- Before regaling New York's Lincoln Center with anecdotes of her pan-American trip, Miriam Margolyes visits the Shaker community of Mount Lebanon and the army cadets of West Point Military Academy.
- Dickens had five days in New York before his ship sailed and he used it to see more of the state. He went up the Hudson River to West Point. Margolyes goes to visit the military academy and meets the cadets. Perhaps the major difference is that now there are also female cadets. About 16% of the 4,000 cadets are female. Margolyes meets a few of them. She is there when they get word that a recent graduate was killed in Iraq.
Margolyes is given a tour of the Shaker Museum and Library in Old Chatham by Jerry Grant.
On 7 June, Dickens, Catherine and Anne Brown sailed from New York for Liverpool. Dickens booked passage on the packet ship, "George Washington." After his unpleasant experience on the Britannia he wanted to return via sailing vessel.
Dickens returned to America in 1867-68 for a reading tour. One of the venues was the Mechanics Hall in Worcester, Massachusetts.

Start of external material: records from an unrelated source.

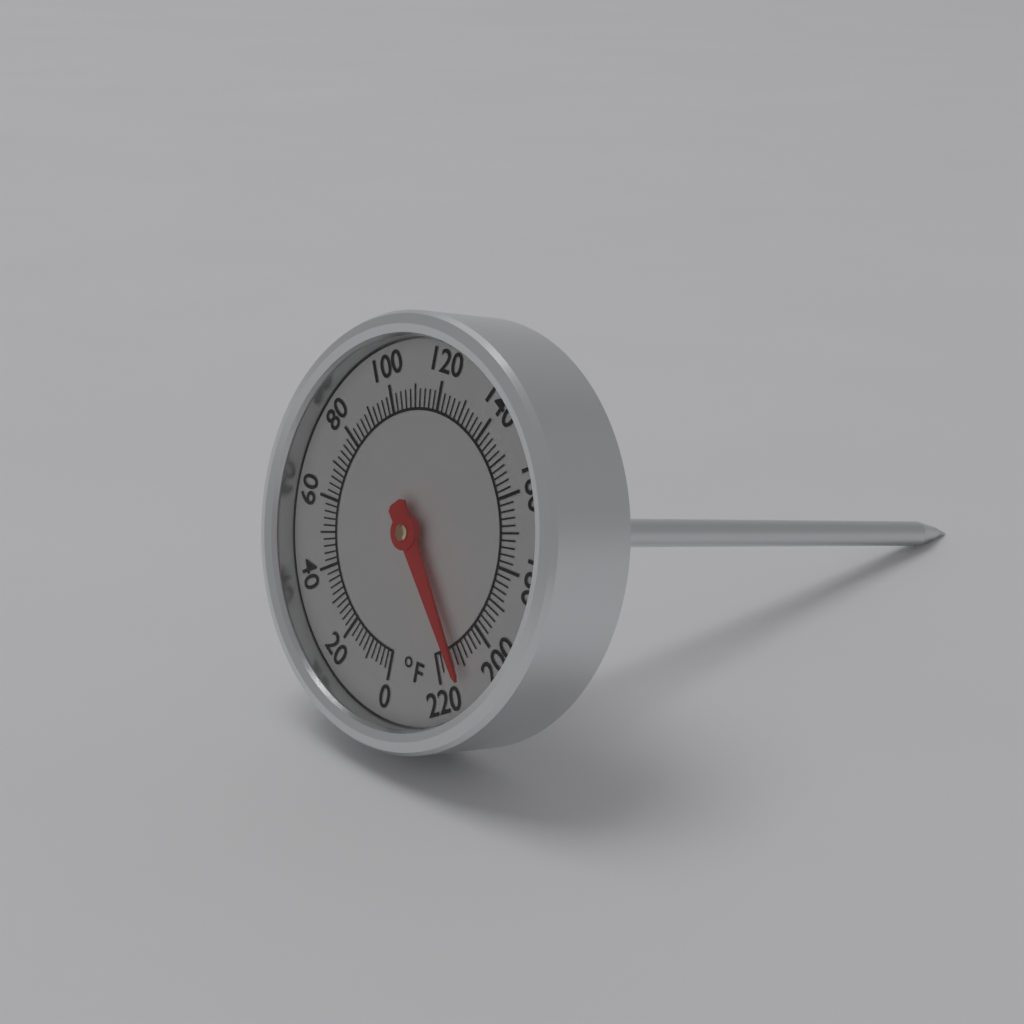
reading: 212 °F
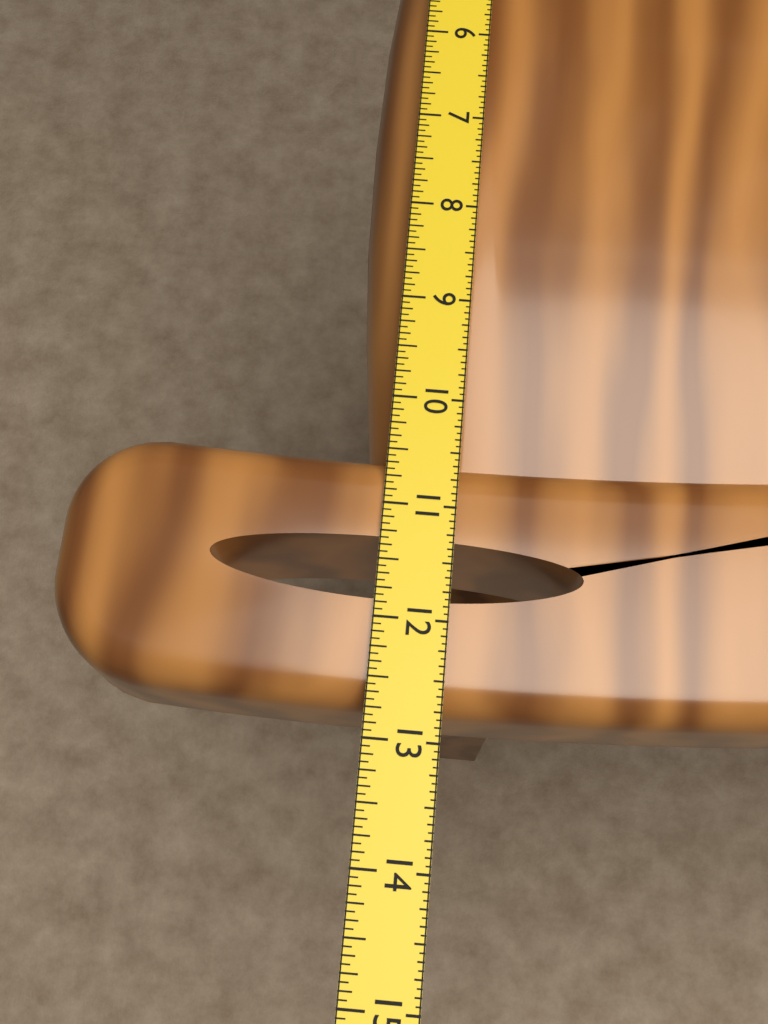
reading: 12.7500 in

Margolyes finishes her tour of America with a special meeting at the Bruno Walter Auditorium at the New York Public Library on Saturday 18 December 2004. Everyone who appears in the series, from Boston to St. Louis to Montreal, was invited and many of them made the journey to be with Margolyes for this once in a lifetime event. She is alone on stage, and gives a riveting account of her travels.
Bert Hornback is an emeritus professor from the University of Michigan who has spent a lifetime studying Dickens and has strong view with what Dickens expected to find in America. He hoped to find a society that took care of its poor and he saw the country taking care of poor people and homeless people...so long as they were white. Hornback says that Dickens was changed by going to America. The novels after the first American trip became much more serious.
And her journey changed Margolyes too. She says she is more careful now when she meets people; not quick to write people off "because they are republicans, or Christians or fundamentalists or farmers, or smokers." She will remember this journey the rest of her life.